**PROBLEM**
Word for word, repeat the records, leaving every picture behind.

**DATA FOR THIS TASK**
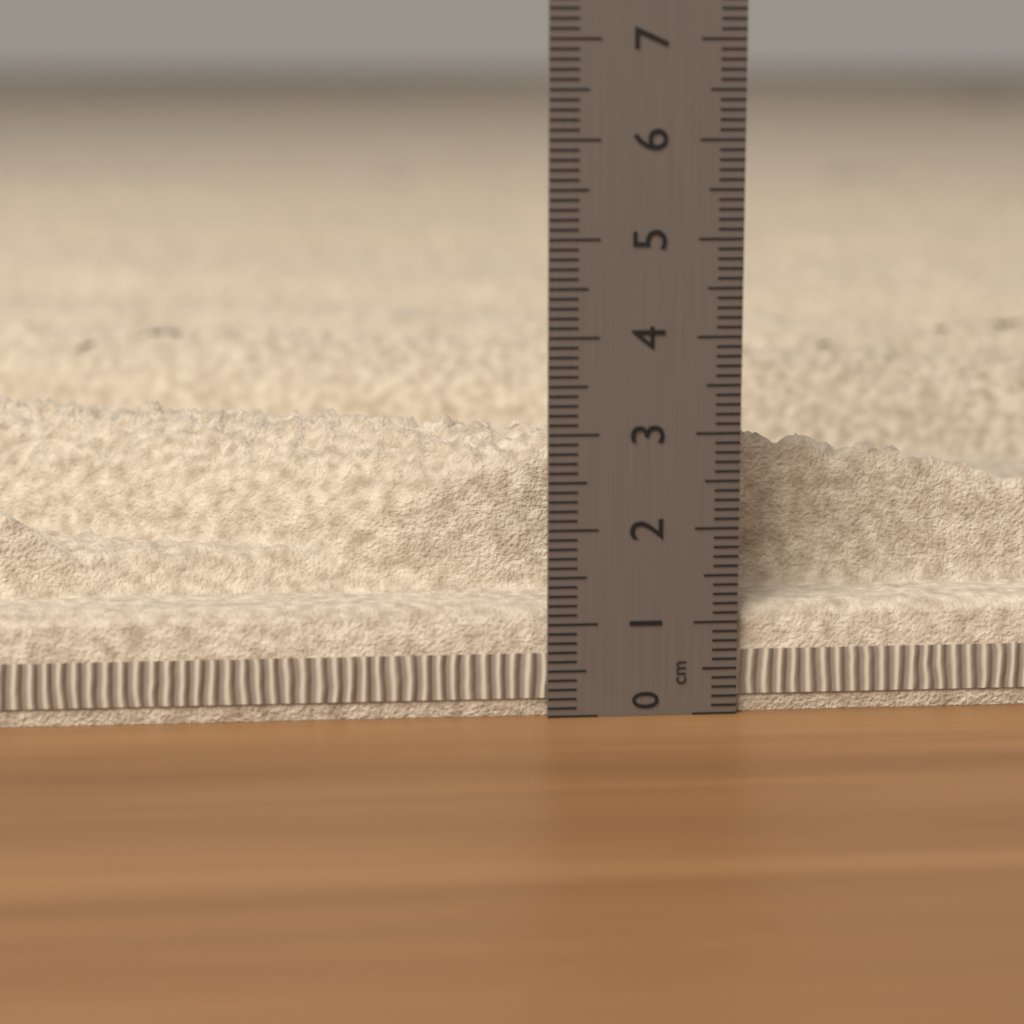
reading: 2.9 cm
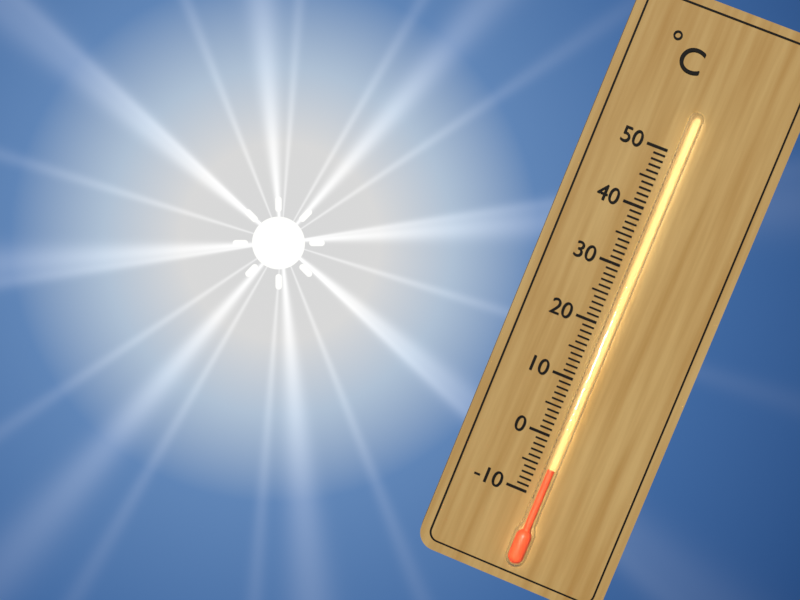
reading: -5 °C
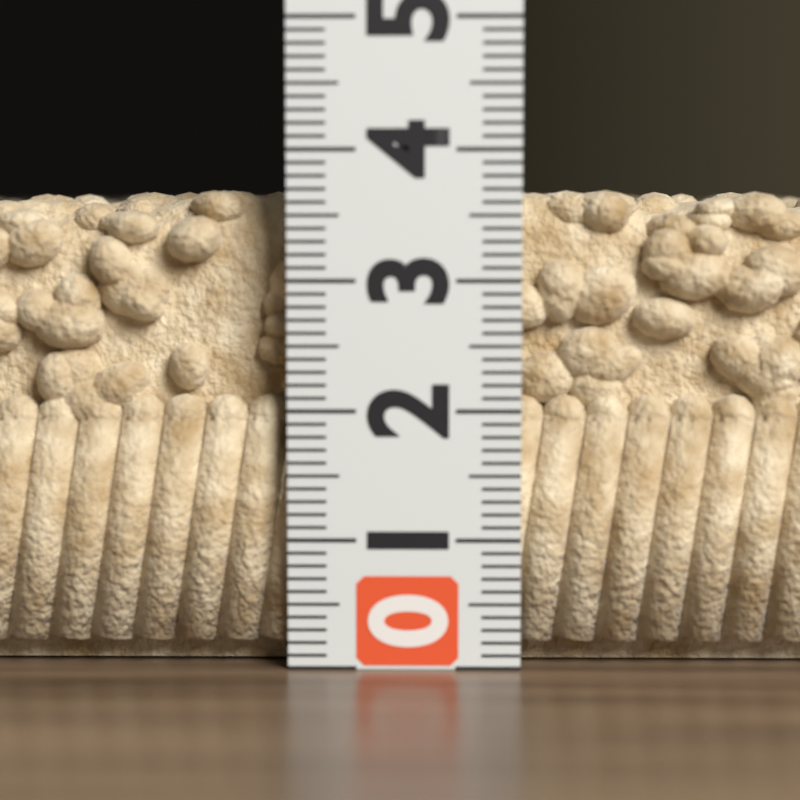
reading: 3.7 (no unit)
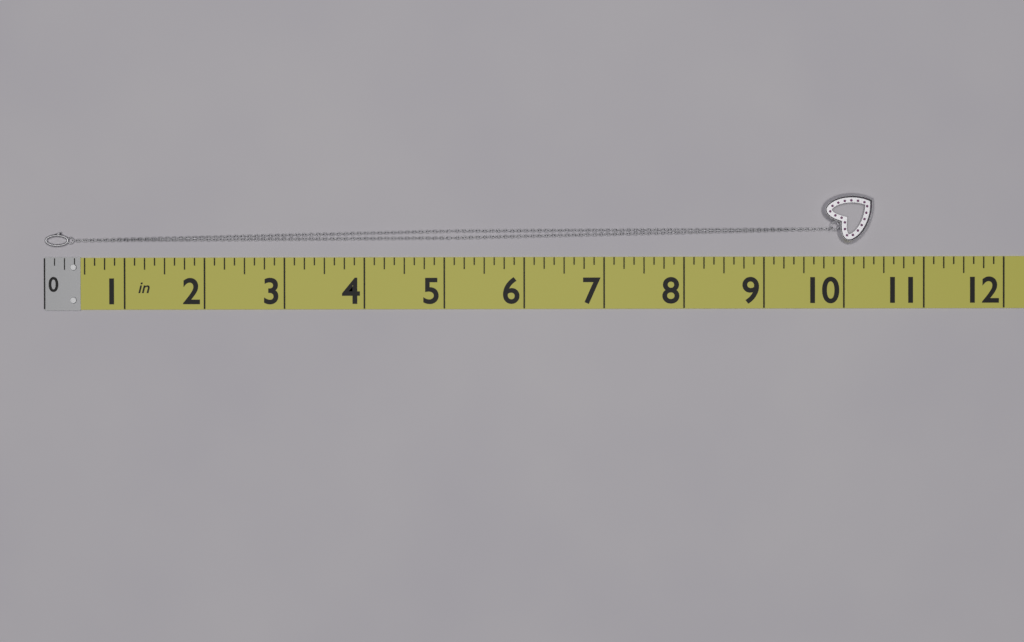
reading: 10.375 in
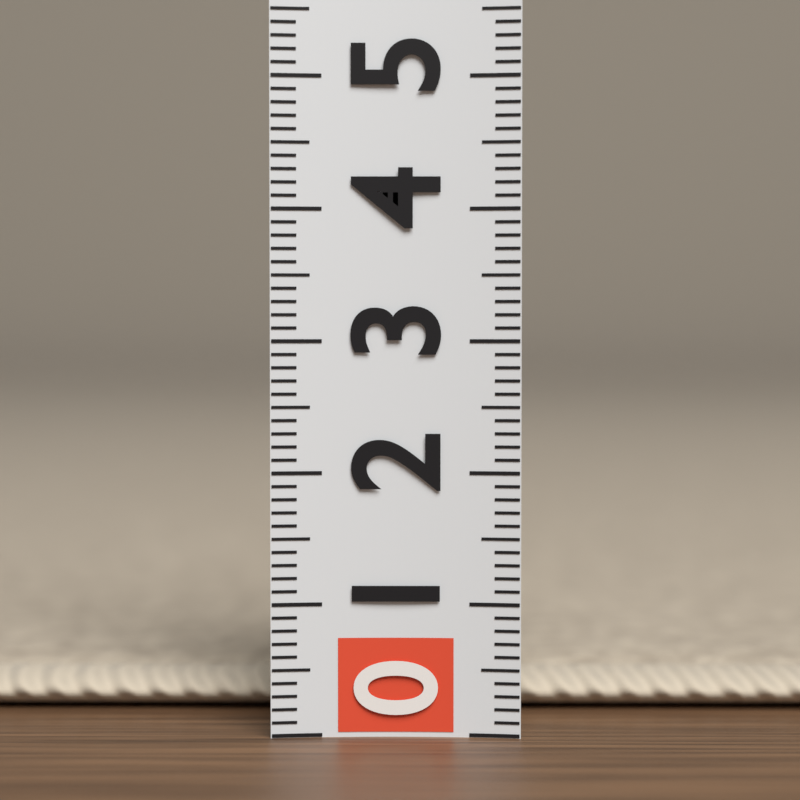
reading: 0.3 (no unit)
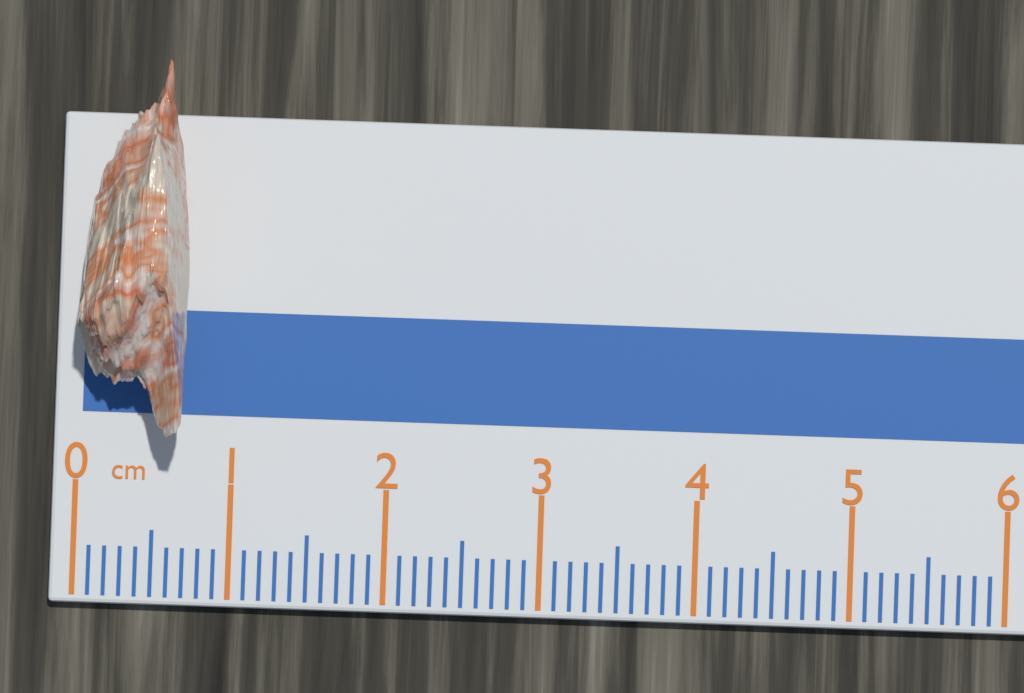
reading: 0.7 cm
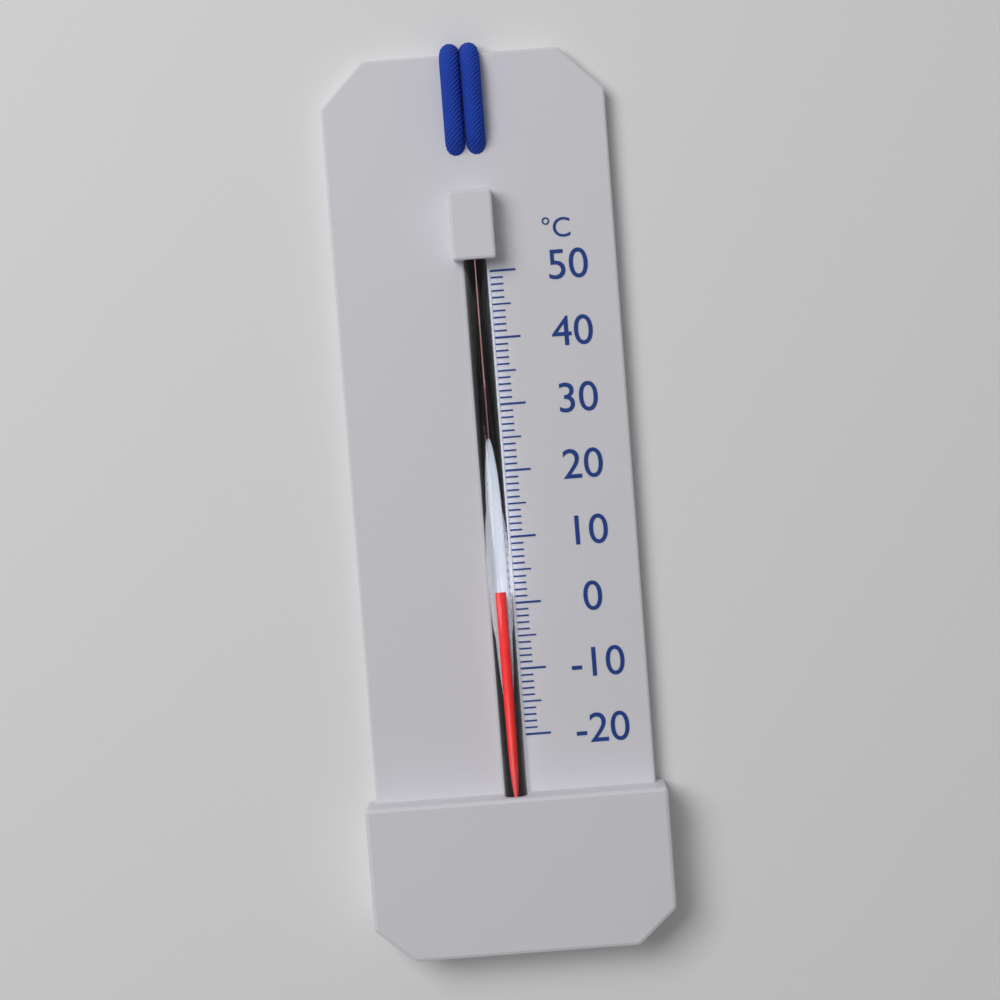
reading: 2 °C
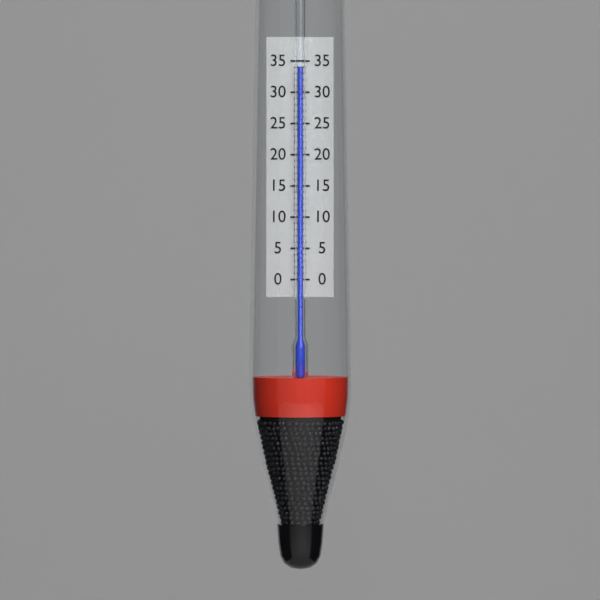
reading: 34 (no unit)
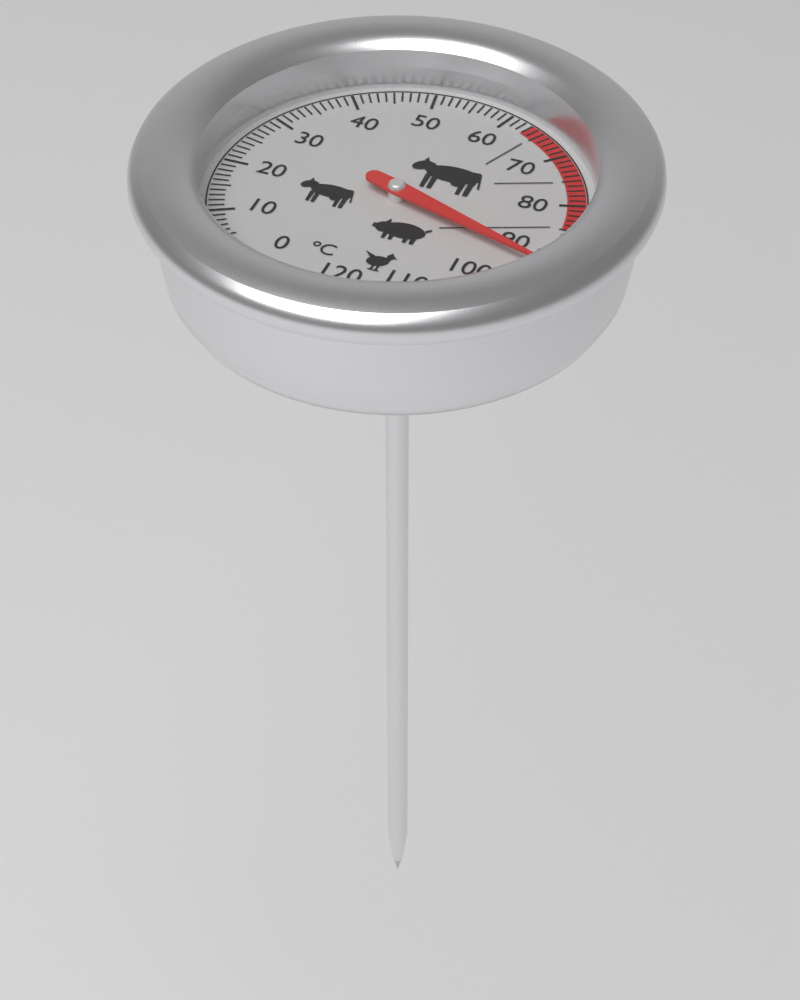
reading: 93 °C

**REPLY**
reading: 2.9 cm
reading: -5 °C
reading: 3.7 (no unit)
reading: 10.375 in
reading: 0.3 (no unit)
reading: 0.7 cm
reading: 2 °C
reading: 34 (no unit)
reading: 93 °C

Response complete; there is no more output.